What did Stalin want when he came to power?
A socialist society.
Military strength and preparation in case of war.
Self sufficiency.
Increase grain supplies and industrial output.
How many workers were there by 1928?
20% of the population
What was the plan with collectivisation?
Russia needed workers in the capital. Peasants need to produce surplus food. Sell abroad. Surplus of farm labourers could become available for factories.
How did Stalin want to create socialism in the countryside?
Get rid of the NEP.
Eradicate kulaks.
Remove rightists who supported commercially based agriculture.
What was the name for a collective farm?
Kolkhoz
What the 3 types of collective farms?
Toz, Sovkhoz, Kolkhoz
What was the aim of collective farms?
Many households were put together.
All land and livestock was pooled and the land was farmed as one unit.
Why was collectivisation seen as the solution to agriculture problems?
Farmed more efficiently.
Machinery.
Higher food production.
Require fewer peasants to work the land.
Easier for state procurement and exportion.
Why was collectivisation carried out rapidly?
In 1929, despite a good harvest, peasants were unwilling to market their food at low prices.
Who was blamed for the rationing?
Kulaks as they were said to be hoarding grain
When did Stalin agree to stop grain seizures initially?
1928.
How did peasants resist collectivisation?
Riots and armed resistance.
Burning crops, tools and houses.
Slaughtering animals and eating them.
Women’s revolts. (e.g. retrieving collectivised horses).

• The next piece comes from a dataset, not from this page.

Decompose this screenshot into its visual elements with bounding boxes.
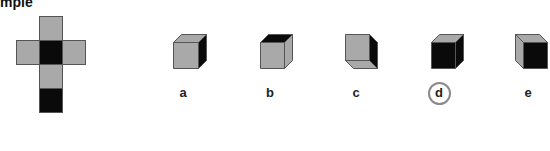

What was the famine called?
Holodomor
When did Stalin announce the ‘liquidation of the kulaks as a class’?
December 1929.
What was the party’s aims in terms of kulaks?
Enemy class, used to frighten the middle and poor peasants to join the collective farms.
How many men were in Stalin’s army to revolutionise the countryside?
25,000 urban party activists
What was dekulakisation?
Regions were given a number of kulaks to find.
Either be shot, sent to forced labour camps or deported.
What did a decree on February 1st 1930 allow for?
Gave local organisations the power to use necessary measures against the kulaks.
How many were deported to Siberia or labour camps by the end of collectivisation?
10 million
Over 5 years how many had died from starvation?
7 million
How many animals had been slaughtered by 1930?
25-30% of all the cattle, pigs and sheep in the USSR
When did Stalin backtrack due to a collapse in grain production?
March 1930 with his article for the Pravda.
What happened throughout 1931?
Stalin restarted rapid campaigns. Peasants were forced to return to collectives.
How much had the state collected by the end of 1931?